Free Tool — Owners and Buyers

What could your RV park actually be earning?

Enter your site mix, current rates, and occupancy. See what your park earns now — and what it would earn at market-rate benchmarks. The gap between those two numbers is your value-add opportunity.

Site mix and current rates

Site type
Sites
Nightly rate
Full hookup (50 amp)
Full hookup (30 amp)
Water and electric
Dry camping / tent

Long-term monthly sites (if any)

Long-term sites are excluded from occupancy calculations — they're assumed fully occupied year-round.

Occupancy

Not sure of your market benchmark? Use 65–70% for mid-market parks, 75%+ for destination parks. See the benchmarks table below.

Seasonal operation

Market rate benchmark

What are comparable parks in your area charging? Enter a percentage above or below your current rates to model market pricing.

110 = market rates are 10% higher than yours. 95 = market rates are 5% lower.

Ancillary revenue

Laundry, vending, camp store, storage fees, etc. Industry average is 6–12% of site revenue.

Value estimate inputs

Current vs. potential

Current

$0

Annual gross revenue

At market rates and occupancy

$0

Annual gross revenue potential

Annual revenue gap

Enter your numbers to see the gap

Current revenue breakdown

Transient site revenue $0
Long-term site revenue $0
Ancillary revenue $0
Total sites 0
Current avg nightly rate $0
Current occupancy 0%

NOI estimate

Current NOI (at 42% expenses) $0
Potential NOI $0
NOI improvement $0

Implied value — at 9% cap rate

Value at current NOI $0
Value at potential NOI $0
Value-add opportunity $0

Why the gap matters to buyers

A park earning $180,000 NOI today but capable of $280,000 NOI with better rates and occupancy has a value-add story worth $1M+ at a 9% cap rate. Buyers who can execute the improvement pay more for the asset because they're buying the upside.

If you're a seller who has already captured most of the upside, that's reflected in your current NOI — and your current valuation should reflect it. If there's a meaningful gap, that's leverage in a price negotiation.
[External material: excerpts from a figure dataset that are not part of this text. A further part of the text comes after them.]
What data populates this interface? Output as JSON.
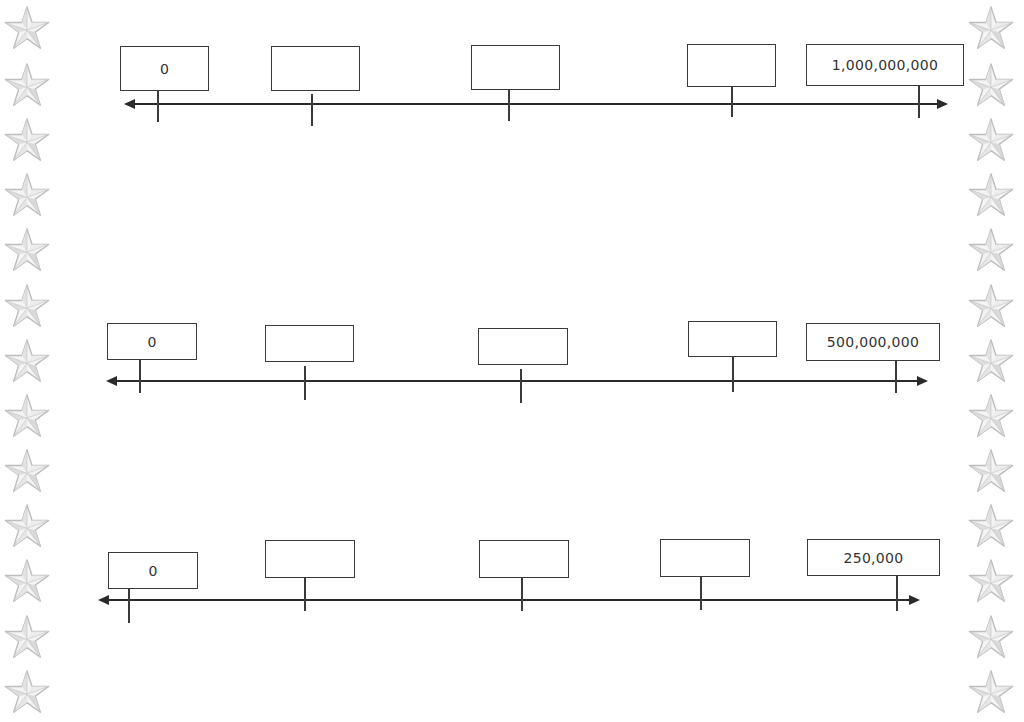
{
  "worksheet": {
    "border_icon": "star-icon",
    "star_color": "#bdbdbd",
    "line_color": "#2b2b2b",
    "number_lines": [
      {
        "name": "number-line-1",
        "y_line": 104,
        "x_start": 124,
        "x_end": 948,
        "boxes": [
          {
            "x": 120,
            "y": 46,
            "w": 89,
            "h": 45,
            "label": "0",
            "tick_x": 157,
            "tick_top": 91,
            "tick_bottom": 122
          },
          {
            "x": 271,
            "y": 46,
            "w": 89,
            "h": 45,
            "label": "",
            "tick_x": 311,
            "tick_top": 94,
            "tick_bottom": 126
          },
          {
            "x": 471,
            "y": 45,
            "w": 89,
            "h": 45,
            "label": "",
            "tick_x": 508,
            "tick_top": 90,
            "tick_bottom": 121
          },
          {
            "x": 687,
            "y": 44,
            "w": 89,
            "h": 43,
            "label": "",
            "tick_x": 731,
            "tick_top": 87,
            "tick_bottom": 117
          },
          {
            "x": 806,
            "y": 44,
            "w": 158,
            "h": 42,
            "label": "1,000,000,000",
            "tick_x": 918,
            "tick_top": 86,
            "tick_bottom": 118
          }
        ]
      },
      {
        "name": "number-line-2",
        "y_line": 381,
        "x_start": 106,
        "x_end": 928,
        "boxes": [
          {
            "x": 107,
            "y": 323,
            "w": 90,
            "h": 37,
            "label": "0",
            "tick_x": 139,
            "tick_top": 360,
            "tick_bottom": 393
          },
          {
            "x": 265,
            "y": 325,
            "w": 89,
            "h": 37,
            "label": "",
            "tick_x": 304,
            "tick_top": 366,
            "tick_bottom": 400
          },
          {
            "x": 478,
            "y": 328,
            "w": 90,
            "h": 37,
            "label": "",
            "tick_x": 520,
            "tick_top": 369,
            "tick_bottom": 403
          },
          {
            "x": 688,
            "y": 321,
            "w": 89,
            "h": 36,
            "label": "",
            "tick_x": 732,
            "tick_top": 357,
            "tick_bottom": 392
          },
          {
            "x": 806,
            "y": 323,
            "w": 134,
            "h": 38,
            "label": "500,000,000",
            "tick_x": 895,
            "tick_top": 361,
            "tick_bottom": 393
          }
        ]
      },
      {
        "name": "number-line-3",
        "y_line": 600,
        "x_start": 98,
        "x_end": 920,
        "boxes": [
          {
            "x": 108,
            "y": 552,
            "w": 90,
            "h": 37,
            "label": "0",
            "tick_x": 128,
            "tick_top": 589,
            "tick_bottom": 623
          },
          {
            "x": 265,
            "y": 540,
            "w": 90,
            "h": 38,
            "label": "",
            "tick_x": 304,
            "tick_top": 578,
            "tick_bottom": 611
          },
          {
            "x": 479,
            "y": 540,
            "w": 90,
            "h": 38,
            "label": "",
            "tick_x": 521,
            "tick_top": 578,
            "tick_bottom": 611
          },
          {
            "x": 660,
            "y": 539,
            "w": 90,
            "h": 38,
            "label": "",
            "tick_x": 700,
            "tick_top": 577,
            "tick_bottom": 610
          },
          {
            "x": 807,
            "y": 539,
            "w": 133,
            "h": 37,
            "label": "250,000",
            "tick_x": 896,
            "tick_top": 576,
            "tick_bottom": 611
          }
        ]
      }
    ]
  }
}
See how NOI drives value →

What moves the revenue gap most

Occupancy improvements usually move the needle more than rate increases, because they affect every site simultaneously. Going from 60% to 70% occupancy on 50 transient sites at $55/night adds roughly $100,000 in annual revenue.

Rate increases are faster to implement — many parks are simply charging below market because rates haven't been raised in years. Even a $5 to $10 per night increase across all sites can add $50,000 to $100,000 annually on a 50-site park.

Cap rates by state →

Long-term sites and the trade-off

Monthly long-term tenants provide income stability but typically generate significantly less revenue per site than transient sites at market occupancy. A site renting for $650/month generates $7,800/year. That same site at $55/night and 65% occupancy generates $13,000/year.

Parks with a high percentage of long-term residents at below-market monthly rates often have a large gap between current and potential income — which buyers price in as value-add opportunity, not as a liability.

Full buying guide →

Market benchmarks by park type

Park Type Typical Occupancy Full Hookup Rate Range Ancillary Revenue
Destination resort
Near national park, coastal, lake
70% – 85% $65 – $120+/night 10% – 18%
Mid-market regional park
Suburban, near metro, mixed use
60% – 75% $50 – $75/night 6% – 12%
Highway transient park
Short-stay, limited amenities
50% – 65% $40 – $60/night 3% – 8%
Seasonal park (Midwest / Northeast)
Open 5–8 months, closed winter
65% – 85% (peak season) $45 – $75/night 8% – 15%
Long-term resident community
Monthly tenants, stable income
85% – 95% $500 – $900/month 2% – 6%

Know the gap. Know what your park is worth.

Whether you're at current income or potential income, we can tell you what a buyer would pay for your park today. No obligation — just a real conversation.